Sepsis, pneumonia kill 48,000 patients annually: study

Hospital-acquired infections of sepsis and pneumonia killed approximately 48,000 patients in 2006, finds a new study from the Robert Wood Johnson Foundation in Princeton, NJ.

According to a study abstract, researchers analyzed data from 69 million hospital discharge records in 40 states and determined the two most common hospital-acquired infections, sepsis and pneumonia -- both of which often are caused by microbes including methicillin-resistant Staphylococcus aureus or MRSA -- also increase health care costs by an estimated $8.1 billion each year.

Patients infected with sepsis following surgery typically were required to extend their hospital stay by 11 days. Approximately 20 percent of these patients died from the infection. Hospital-acquired pneumonia infections extended patient hospital stay by an average of 14 days and resulted in death for 11 percent of patients.

Research indicated these infections often were acquired in hospitals due to lapses in sterile techniques.



Post a comment to this article

Safety+Health welcomes comments that promote respectful dialogue. Please stay on topic. Comments that contain personal attacks, profanity or abusive language – or those aggressively promoting products or services – will be removed. We reserve the right to determine which comments violate our comment policy. (Anonymous comments are welcome; merely skip the “name” field in the comment box. An email address is required but will not be included with your comment.)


● **Work item**: When you find the word "axis" in a line of the entries, please copy the whole line.

● **Supplied information**:
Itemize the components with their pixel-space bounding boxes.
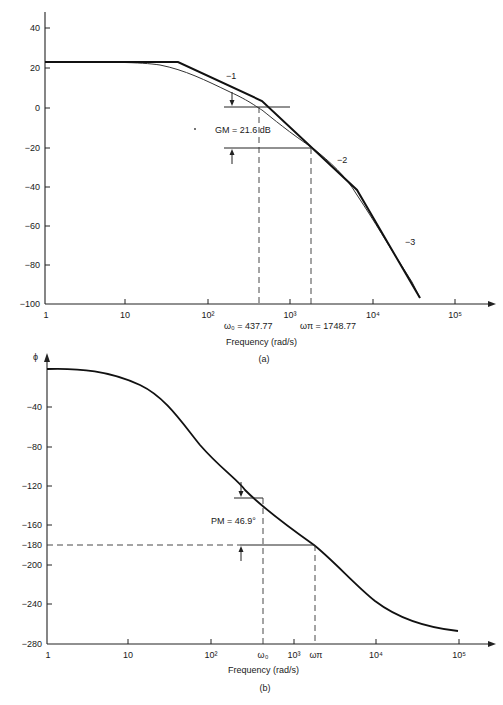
gm-arrowhead-up bbox=[230, 149, 235, 155]
y-tick-label: 40 bbox=[30, 23, 40, 33]
caption-b: (b) bbox=[260, 683, 271, 693]
x-tick-label: 10 bbox=[123, 650, 133, 660]
omega-0-label-b: ω₀ bbox=[258, 650, 269, 660]
x-tick-label: 10³ bbox=[287, 650, 300, 660]
gain-margin-label: GM = 21.6 dB bbox=[215, 125, 271, 135]
y-tick-label: −80 bbox=[25, 260, 40, 270]
omega-0-label-a: ω₀ = 437.77 bbox=[224, 321, 273, 331]
gm-arrowhead-down bbox=[230, 100, 235, 106]
slope-label-minus-1: −1 bbox=[226, 71, 236, 81]
x-axis-arrow-a bbox=[488, 301, 496, 307]
omega-pi-label-a: ωπ = 1748.77 bbox=[300, 321, 356, 331]
y-axis-arrow-b bbox=[44, 353, 50, 362]
y-tick-label: −20 bbox=[25, 143, 40, 153]
omega-pi-label-b: ωπ bbox=[309, 650, 322, 660]
slope-label-minus-2: −2 bbox=[337, 155, 347, 165]
x-tick-label: 1 bbox=[43, 310, 48, 320]
y-tick-label: −40 bbox=[27, 402, 42, 412]
x-axis-arrow-b bbox=[488, 641, 496, 647]
y-tick-label: 20 bbox=[30, 63, 40, 73]
x-axis-title-b: Frequency (rad/s) bbox=[228, 665, 299, 675]
y-axis-title-b: ϕ bbox=[33, 352, 38, 362]
y-tick-label: 0 bbox=[35, 103, 40, 113]
x-tick-label: 10 bbox=[120, 310, 130, 320]
bode-plot-figure: 40 20 0 −20 −40 −60 −80 −100 1 10 10² 10… bbox=[0, 0, 503, 705]
stray-dot bbox=[194, 128, 196, 130]
x-ticks-b: 1 10 10² 10³ 10⁴ 10⁵ bbox=[45, 639, 466, 660]
y-tick-label: −240 bbox=[22, 599, 42, 609]
y-tick-label: −80 bbox=[27, 442, 42, 452]
x-axis-title-a: Frequency (rad/s) bbox=[226, 337, 297, 347]
x-tick-label: 1 bbox=[45, 650, 50, 660]
y-tick-label: −60 bbox=[25, 221, 40, 231]
x-tick-label: 10³ bbox=[283, 310, 296, 320]
x-tick-label: 10² bbox=[201, 310, 214, 320]
x-tick-label: 10⁵ bbox=[452, 650, 466, 660]
slope-label-minus-3: −3 bbox=[405, 237, 415, 247]
x-ticks-a: 1 10 10² 10³ 10⁴ 10⁵ bbox=[43, 299, 462, 320]
pm-arrowhead-up bbox=[239, 546, 244, 552]
phase-margin-label: PM = 46.9° bbox=[211, 516, 256, 526]
y-tick-label: −120 bbox=[22, 481, 42, 491]
x-tick-label: 10² bbox=[204, 650, 217, 660]
caption-a: (a) bbox=[259, 354, 270, 364]
y-tick-label: −160 bbox=[22, 520, 42, 530]
y-tick-label: −280 bbox=[22, 639, 42, 649]
phase-curve bbox=[47, 369, 458, 631]
x-tick-label: 10⁴ bbox=[366, 310, 380, 320]
phase-plot: ϕ −40 −80 −120 −160 −180 −200 −240 −280 bbox=[22, 352, 496, 693]
y-tick-label: −200 bbox=[22, 560, 42, 570]
x-tick-label: 10⁵ bbox=[448, 310, 462, 320]
y-tick-label: −100 bbox=[20, 299, 40, 309]
y-tick-label: −180 bbox=[22, 540, 42, 550]
y-tick-label: −40 bbox=[25, 182, 40, 192]
pm-arrowhead-down bbox=[239, 491, 244, 497]
x-tick-label: 10⁴ bbox=[369, 650, 383, 660]
magnitude-plot: 40 20 0 −20 −40 −60 −80 −100 1 10 10² 10… bbox=[20, 12, 496, 364]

● **Response for this exercise**:
x-axis-arrow-a bbox=[488, 301, 496, 307]
y-axis-arrow-b bbox=[44, 353, 50, 362]
x-axis-arrow-b bbox=[488, 641, 496, 647]
x-axis-title-b: Frequency (rad/s) bbox=[228, 665, 299, 675]
y-axis-title-b: ϕ bbox=[33, 352, 38, 362]
x-axis-title-a: Frequency (rad/s) bbox=[226, 337, 297, 347]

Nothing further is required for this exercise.